The twin-stick shooting mechanics implemented by Pixelbite feel dependable and accurate, with the controls logically mapped to an MFi controller. Players will never feel with Xenowerk that they are playing a hastily ported touchscreen game, and this carries right through from the control scheme to the menu navigation and layout. Kudos to Pixelbite for causing Xenowerk to feel like a built-for-console game, rather than a mere port of its iOS counterpart.
On this solid foundation, the studio has built a colourful sci-fi shooter, bursting with varied weapons and vibrant, neon colour schemes. The list of weapons and characters to unlock is satisfyingly long, and of a satisfying variety. From assault rifles, lasers that bounce off walls, various shot-gun offerings, grenade launchers, guns that shoot electricity, plasma and more, players of all persuasions will find the tools to suit their style.
But there is a lot more to like about the weaponry than just the variety. While guns have unlimited ammo, they also overheat from constant use. This of course encourages players to develop some accuracy and movement skill, and also to use the special abilities such as the freezing of all enemies within a certain radius. Two weapon slots are available to take into battle, and the obvious choice is of course to take something fast, with a secondary weapon that does heavy damage. When one weapon overheats you can toggle to the secondary while it cools down. A nice touch however, is that Pixelbite have not locked the primary and secondary slots into the usual rapid fire/light damage, slow fire/heavy damage cliché. If spraying bullets is your thing, feel free to equip two weapons of the rapid firing variety, and toggle between them if one overheats. It’s a refreshing break from the norm.
Weapons will automatically upgrade from frequent use, so if you find something you like – the more you use it, the better it gets.
Where this variation and diversity ends unfortunately, is in the level design. It won’t be many levels into the experience until you’ll start to notice all the same office chairs, computers, cubicles, explosive barrels, and pot plants appearing in different configurations. Each level offers another maze to shoot through that looked exactly the same as the last maze, just with a different layout. Locations are made up of 10-20 sub-levels, but even moving from one overall location to the next – with differing titles such as Medical Research, Military Branch, Factory X, and more – doesn’t bring much change in the scenery.
The enemies, while nicely modeled on mutated plant-life, also lack a little in variation.
Without Xenowerk’s solid twin-stick shooting mechanics, and huge arsenal of weapons to experiment with, it would be a hard title to recommend. Fortunately though, these positives end up outweighing the lack of level diversity, and combined with the minimal asking price (it’s currently $1.49 on the Australian App Store) there’s definitely a fun time to be had within Pixlebite’s creation.
In A Nutshell:
Despite a lack of level variety, Xenowerk boasts solid twin-stick shooting gameplay, and a huge arsenal of sci-fi weaponry, all depicted in vibrant neon colours. Great bang for your buck.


§ **ACTION ITEM**
From the entries that follow, copy exactly the lines beginning at the line holding "You are a GUI" and continuing through the line holding "This screenshot has".

§ **SOURCE RECORDS**
• • •

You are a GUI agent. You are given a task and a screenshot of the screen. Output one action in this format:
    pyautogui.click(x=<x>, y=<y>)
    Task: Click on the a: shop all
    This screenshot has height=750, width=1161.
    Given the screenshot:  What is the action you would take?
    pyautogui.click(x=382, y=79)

• • •

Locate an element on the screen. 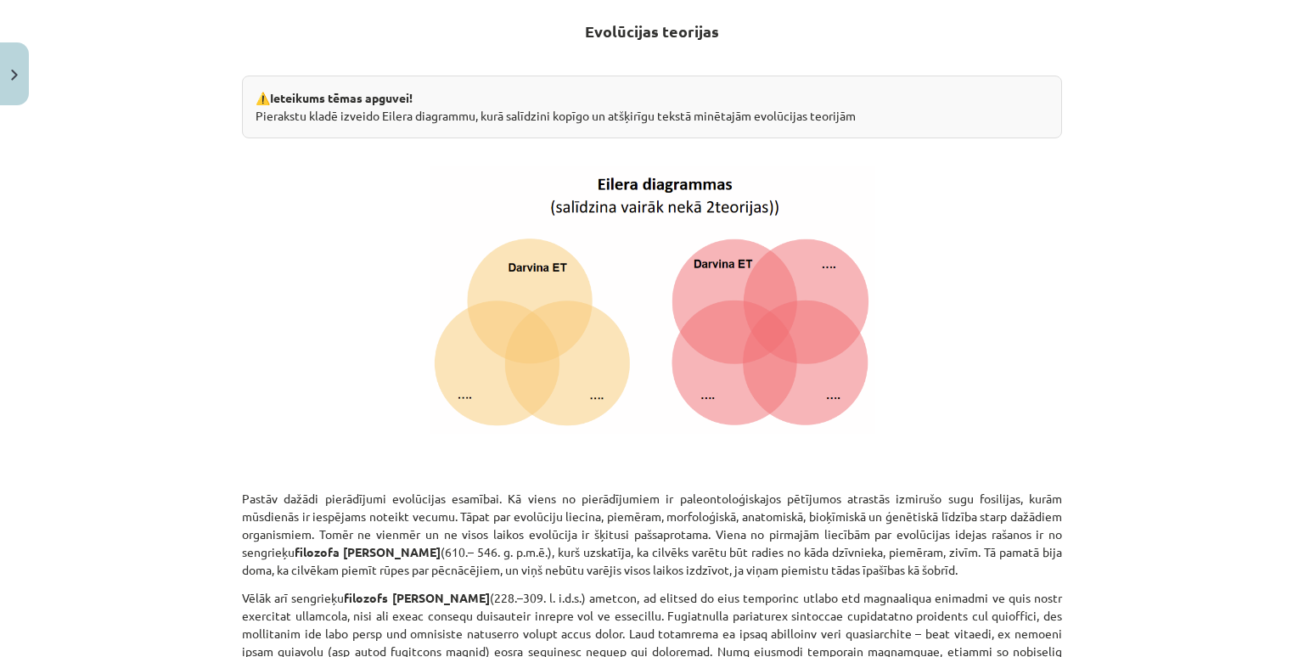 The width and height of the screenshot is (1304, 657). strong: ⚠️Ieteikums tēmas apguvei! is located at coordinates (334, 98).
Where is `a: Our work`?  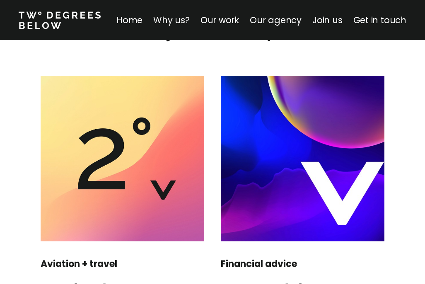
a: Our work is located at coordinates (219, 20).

• • •

§ **ANSWER SECTION**
You are a GUI agent. You are given a task and a screenshot of the screen. Output one action in this format:
    pyautogui.click(x=<x>, y=<y>)
    Task: Click on the a: shop all
    This screenshot has height=750, width=1161.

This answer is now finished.